Zulip Chat Archive

Stream: mathlib4

Topic: gcongr and local definitions


Yury G. Kudryashov (Jan 07 2024 at 05:41):

import Mathlib.Tactic.GCongr

example (m n : ) (h : m  n) : m + 1  n + 1 := by
  set f :    := (· + 1)
  change f m  f n
  gcongr -- Makes no progress

Yury G. Kudryashov (Jan 07 2024 at 05:42):

What's the proper way to fix this: change gcongr or unfold f before calling it?

Yury G. Kudryashov (Jan 07 2024 at 05:50):

In fact, I'm not sure if it is about set or about (· + 1) m vs m + 1

Yury G. Kudryashov (Jan 07 2024 at 05:52):

Both make gcongr fail:

import Mathlib.Tactic.GCongr

attribute [gcongr] Nat.succ_le_succ in
example (m n : ) (h : m  n) : Nat.succ m  Nat.succ n := by
  set f := Nat.succ
  gcongr

Yury G. Kudryashov (Jan 07 2024 at 05:52):

@Heather Macbeth :up:

Heather Macbeth (Jan 07 2024 at 05:54):

That behaviour is what I would expect at the moment. With the operation + 1 hidden behind a definition, gcongr has no way of knowing that operation is monotone. And it doesn't beta-reduce, which is why it fails on (· + 1) m ≤ (· + 1) n.

Yury G. Kudryashov (Jan 07 2024 at 05:56):

Shouldn't it do both (beta reduction and unfolding let definitions)?

Heather Macbeth (Jan 07 2024 at 05:59):

A related beta-reduction issue has been discussed several times before: it's not possible to tag as @[gcongr] a lemma with a missing beta-reduction in the wrong place. This is why docs#GCongr.sum_le_sum exists: the standard version of the lemma, docs#Finset.sum_le_sum, has a non-beta-reduced conclusion, (Finset.sum s fun (i : ι) => f i) ≤ Finset.sum s fun (i : ι) => g i. Same issue with integrals, etc.

Heather Macbeth (Jan 07 2024 at 06:01):

Yury G. Kudryashov said:

Shouldn't it do both (beta reduction and unfolding let definitions)?

My tentative opinion is: gcongr should beta-reduce, and it should have a ! version which unfolds let definitions and perhaps makes other reducibility adjustments.

Heather Macbeth (Jan 07 2024 at 06:02):

But the reducibility settings seem to be performance-critical:
https://leanprover.zulipchat.com/#narrow/stream/287929-mathlib4/topic/.60gcongr.60.20speed
so I assume this is a delicate question.

Yury G. Kudryashov (Jan 07 2024 at 06:20):

Thank you for the explanation about performance.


#### [Exercise goal]
Among the entries that follow, find the lines containing the string "from" and copy them.

#### [Exercise data]
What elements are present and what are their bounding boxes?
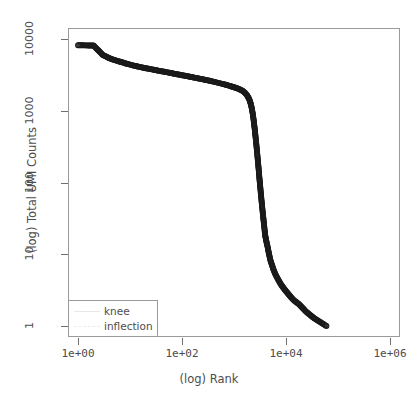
legend-swatch-inflection xyxy=(74,326,100,327)
y-tick-mark xyxy=(61,326,68,327)
y-tick-mark xyxy=(61,39,68,40)
legend-swatch-knee xyxy=(74,311,100,312)
x-tick-mark xyxy=(390,338,391,345)
x-tick-label: 1e+00 xyxy=(43,347,113,360)
x-tick-label: 1e+06 xyxy=(355,347,418,360)
x-axis-label: (log) Rank xyxy=(0,372,418,386)
y-axis-label-wrap: (log) Total UMI Counts xyxy=(0,183,182,199)
x-tick-mark xyxy=(182,338,183,345)
x-tick-label: 1e+02 xyxy=(147,347,217,360)
legend-label-knee: knee xyxy=(104,304,130,319)
legend-item-inflection: inflection xyxy=(69,319,157,334)
y-tick-mark xyxy=(61,111,68,112)
x-tick-mark xyxy=(286,338,287,345)
y-tick-mark xyxy=(61,254,68,255)
legend-item-knee: knee xyxy=(69,304,157,319)
x-tick-label: 1e+04 xyxy=(251,347,321,360)
legend: knee inflection xyxy=(68,300,158,337)
x-tick-mark xyxy=(78,338,79,345)
legend-label-inflection: inflection xyxy=(104,319,153,334)
barcode-rank-plot-figure: 110100100010000 1e+001e+021e+041e+06 (lo… xyxy=(0,0,418,409)
y-axis-label: (log) Total UMI Counts xyxy=(25,40,39,340)
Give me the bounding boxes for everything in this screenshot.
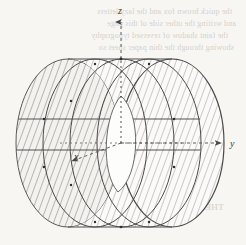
x-axis-label: x [73,151,79,162]
bleed-line-3: the faint shadow of reversed typography [91,31,228,40]
y-axis-label: y [229,138,235,149]
z-axis-label: z [117,5,122,16]
bleed-line-4: showing through the thin paper sheet so [99,43,234,52]
cylinder-diagram: the quick brown fox and the lazy letters… [0,0,246,245]
cylinder-far-end-cap [16,59,120,227]
figure-root: the quick brown fox and the lazy letters… [0,0,246,245]
bleed-line-2: and writing the other side of this page [107,19,236,28]
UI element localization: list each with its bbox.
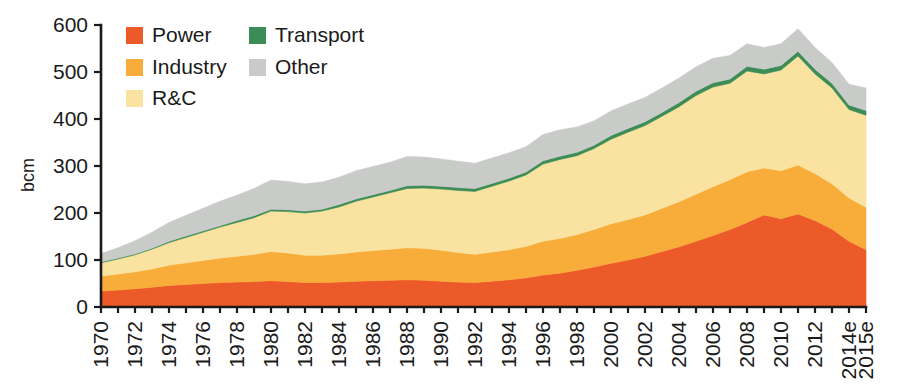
x-tick-label: 1982 xyxy=(293,321,316,368)
x-tick-label: 1980 xyxy=(259,321,282,368)
x-tick-label: 1978 xyxy=(225,321,248,368)
x-tick-label: 1974 xyxy=(157,321,180,368)
legend-label-other: Other xyxy=(275,55,328,78)
x-tick-label: 1972 xyxy=(123,321,146,368)
legend-label-power: Power xyxy=(152,23,212,46)
legend-swatch-power xyxy=(126,27,143,44)
legend-swatch-transport xyxy=(249,27,266,44)
x-axis-tick-labels: 1970197219741976197819801982198419861988… xyxy=(89,321,877,380)
y-tick-label: 600 xyxy=(53,13,88,36)
x-tick-label: 2008 xyxy=(735,321,758,368)
x-tick-label: 1992 xyxy=(463,321,486,368)
x-tick-label: 2006 xyxy=(701,321,724,368)
x-tick-label: 1986 xyxy=(361,321,384,368)
x-tick-label: 1984 xyxy=(327,321,350,368)
x-tick-label: 1998 xyxy=(565,321,588,368)
chart-legend: PowerIndustryR&CTransportOther xyxy=(126,23,364,109)
y-tick-label: 500 xyxy=(53,60,88,83)
x-tick-label: 2012 xyxy=(803,321,826,368)
y-tick-label: 300 xyxy=(53,154,88,177)
x-tick-label: 1994 xyxy=(497,321,520,368)
legend-label-transport: Transport xyxy=(275,23,364,46)
y-axis-tick-labels: 0100200300400500600 xyxy=(53,13,88,318)
y-tick-label: 100 xyxy=(53,248,88,271)
x-tick-label: 2000 xyxy=(599,321,622,368)
legend-swatch-r-c xyxy=(126,90,143,107)
legend-swatch-industry xyxy=(126,59,143,76)
x-tick-label: 2002 xyxy=(633,321,656,368)
x-tick-label: 1976 xyxy=(191,321,214,368)
y-tick-label: 200 xyxy=(53,201,88,224)
legend-label-r-c: R&C xyxy=(152,86,196,109)
y-axis-title: bcm xyxy=(18,158,38,192)
x-tick-label: 1988 xyxy=(395,321,418,368)
stacked-area-chart: 0100200300400500600 19701972197419761978… xyxy=(0,0,904,386)
chart-canvas: 0100200300400500600 19701972197419761978… xyxy=(0,0,904,386)
y-tick-label: 0 xyxy=(76,295,88,318)
legend-label-industry: Industry xyxy=(152,55,227,78)
y-axis-title-text: bcm xyxy=(18,158,38,192)
x-tick-label: 1990 xyxy=(429,321,452,368)
x-tick-label: 2010 xyxy=(769,321,792,368)
x-tick-label: 1970 xyxy=(89,321,112,368)
y-tick-label: 400 xyxy=(53,107,88,130)
legend-swatch-other xyxy=(249,59,266,76)
x-tick-label: 2015e xyxy=(854,321,877,379)
x-tick-label: 2004 xyxy=(667,321,690,368)
x-tick-label: 1996 xyxy=(531,321,554,368)
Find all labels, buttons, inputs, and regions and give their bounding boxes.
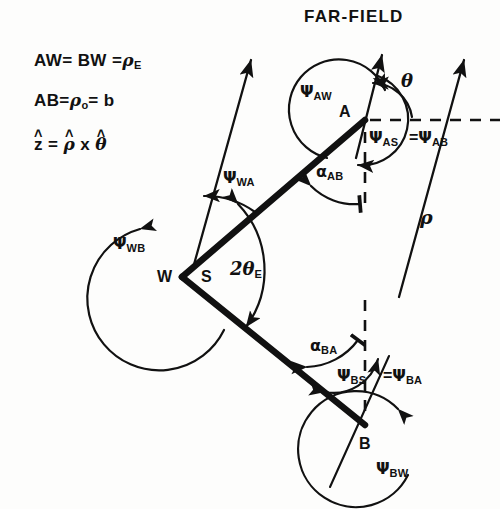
arc-psi-bw [298, 391, 408, 507]
rho-ray-symbol: ρ [420, 206, 433, 228]
theta-angle-symbol: θ [401, 70, 413, 91]
psi-ab-subscript: AB [432, 136, 448, 148]
rho-hat-caret: ˄ [65, 127, 74, 141]
angle-label-alpha-ba: αBA [310, 338, 337, 356]
angle-label-psi-bs: ΨBS [337, 368, 366, 386]
vertex-label-W: W [157, 269, 172, 285]
angle-label-psi-wb: ΨWB [113, 236, 145, 254]
psi-aw-subscript: AW [314, 90, 332, 102]
psi-bw-subscript: BW [390, 467, 409, 479]
angle-label-psi-aw: ΨAW [300, 84, 332, 102]
legend-line-3: ˄z = ˄ρ x ˄θ [34, 136, 107, 153]
legend-line-2-lhs: AB= [34, 91, 70, 110]
far-field-ray-from-B [399, 60, 464, 297]
psi-bs-symbol: Ψ [337, 366, 351, 385]
psi-ba-symbol: Ψ [392, 366, 406, 385]
theta-hat-caret: ˄ [97, 127, 106, 141]
psi-ab-symbol: Ψ [418, 128, 432, 147]
psi-bw-symbol: Ψ [376, 459, 390, 478]
angle-label-psi-ab: =ΨAB [409, 130, 448, 148]
psi-wa-symbol: Ψ [223, 168, 237, 187]
arc-alpha-ab [311, 186, 360, 204]
z-hat-caret: ˄ [34, 127, 43, 141]
alpha-ab-symbol: α [316, 162, 327, 181]
alpha-ab-subscript: AB [327, 170, 343, 182]
figure-title: FAR-FIELD [304, 8, 404, 25]
legend-line-2-rhs: = b [88, 91, 114, 110]
rho-symbol: ρ [122, 50, 134, 70]
psi-ba-equals: = [383, 367, 392, 384]
alpha-ba-symbol: α [310, 336, 321, 355]
angle-label-rho-ray: ρ [420, 208, 433, 227]
legend-equals: = [48, 135, 58, 154]
psi-ba-subscript: BA [406, 374, 422, 386]
angle-label-psi-bw: ΨBW [376, 461, 408, 479]
psi-as-symbol: Ψ [369, 128, 383, 147]
two-theta-symbol: 2θ [230, 258, 255, 279]
vertex-label-S: S [201, 269, 212, 285]
angle-label-theta: θ [401, 72, 413, 90]
cross-product-symbol: x [80, 135, 90, 154]
psi-wb-symbol: Ψ [113, 234, 127, 253]
legend-line-1-lhs: AW= BW = [34, 51, 122, 70]
psi-wa-subscript: WA [237, 176, 255, 188]
two-theta-e-subscript: E [255, 268, 263, 280]
angle-label-psi-wa: ΨWA [223, 170, 255, 188]
vertex-label-A: A [339, 104, 351, 120]
diagram-svg [0, 0, 500, 509]
angle-label-two-theta-e: 2θE [230, 260, 262, 280]
arc-psi-wb [87, 229, 224, 370]
angle-label-psi-ba: =ΨBA [383, 368, 422, 386]
psi-aw-symbol: Ψ [300, 82, 314, 101]
psi-wb-subscript: WB [127, 242, 146, 254]
angle-label-psi-as: ΨAS [369, 130, 398, 148]
rho-symbol-2: ρ [70, 90, 82, 110]
vertex-label-B: B [359, 436, 371, 452]
theta-hat: ˄θ [95, 136, 107, 153]
psi-bs-subscript: BS [351, 374, 367, 386]
psi-ab-equals: = [409, 129, 418, 146]
z-hat: ˄z [34, 136, 43, 153]
alpha-ba-subscript: BA [321, 344, 337, 356]
legend-line-2: AB=ρo= b [34, 92, 115, 111]
rho-e-subscript: E [134, 59, 142, 71]
figure-canvas: FAR-FIELD AW= BW =ρE AB=ρo= b ˄z = ˄ρ x … [0, 0, 500, 509]
legend-line-1: AW= BW =ρE [34, 52, 141, 71]
far-field-ray-from-W [193, 60, 251, 268]
angle-label-alpha-ab: αAB [316, 164, 343, 182]
psi-as-subscript: AS [383, 136, 399, 148]
rho-hat: ˄ρ [63, 136, 75, 153]
segment-WA [182, 120, 365, 277]
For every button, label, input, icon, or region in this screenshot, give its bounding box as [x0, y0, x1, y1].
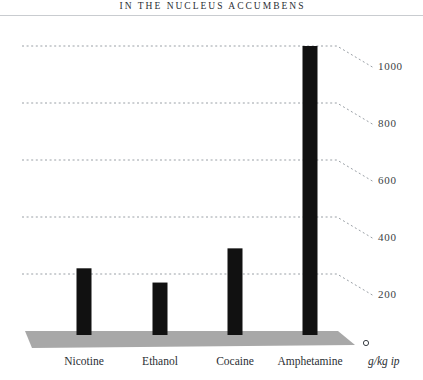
bar-ethanol [153, 283, 168, 335]
gridline [22, 103, 374, 125]
gridline [22, 46, 374, 68]
axis-unit-label: g/kg ip [368, 355, 400, 367]
x-tick-label-amphetamine: Amphetamine [277, 355, 342, 367]
bars-group [77, 46, 318, 335]
chart-canvas [0, 16, 423, 380]
x-tick-label-nicotine: Nicotine [64, 355, 104, 367]
bar-cocaine [228, 248, 243, 335]
gridlines-group [22, 46, 374, 296]
gridline [22, 217, 374, 239]
y-tick-label: 600 [378, 174, 397, 186]
bar-nicotine [77, 268, 92, 335]
x-tick-label-ethanol: Ethanol [142, 355, 178, 367]
y-tick-label: 1000 [378, 60, 403, 72]
y-tick-label: 400 [378, 231, 397, 243]
gridline [22, 274, 374, 296]
plot-area: 02004006008001000 NicotineEthanolCocaine… [0, 16, 423, 380]
chart-figure: IN THE NUCLEUS ACCUMBENS 020040060080010… [0, 0, 423, 380]
x-tick-label-cocaine: Cocaine [216, 355, 254, 367]
zero-tick-marker [363, 340, 368, 345]
bar-amphetamine [303, 46, 318, 335]
gridline [22, 160, 374, 182]
y-tick-label: 200 [378, 288, 397, 300]
y-tick-label: 800 [378, 117, 397, 129]
page-title: IN THE NUCLEUS ACCUMBENS [0, 1, 423, 11]
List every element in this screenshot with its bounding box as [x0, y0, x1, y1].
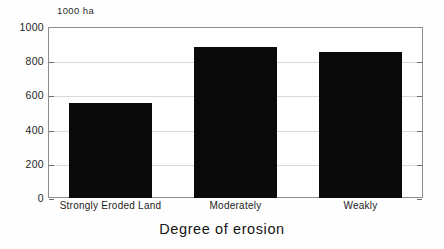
y-axis-tick-label: 1000: [2, 21, 44, 33]
x-axis-category-label: Strongly Eroded Land: [60, 200, 162, 211]
y-axis-tick-label: 800: [2, 55, 44, 67]
y-axis-tick-label: 200: [2, 158, 44, 170]
y-axis-tick-label: 600: [2, 89, 44, 101]
x-axis-title: Degree of erosion: [0, 221, 444, 237]
x-axis-category-labels: Strongly Eroded LandModeratelyWeakly: [48, 200, 423, 216]
y-axis-tick-label: 400: [2, 124, 44, 136]
bar: [69, 103, 152, 198]
bar: [194, 47, 277, 198]
x-axis-category-label: Weakly: [343, 200, 377, 211]
bars-group: [48, 27, 423, 198]
y-axis-unit-label: 1000 ha: [57, 5, 94, 16]
bar-chart-figure: 1000 ha 02004006008001000 Strongly Erode…: [0, 0, 444, 249]
x-axis-category-label: Moderately: [210, 200, 262, 211]
bar: [319, 52, 402, 198]
y-axis-tick-label: 0: [2, 192, 44, 204]
y-axis-tick-labels: 02004006008001000: [0, 27, 44, 198]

#### [Answer below]
far-field-ray-from-B [399, 60, 464, 297]
far-field-ray-from-W [193, 60, 251, 268]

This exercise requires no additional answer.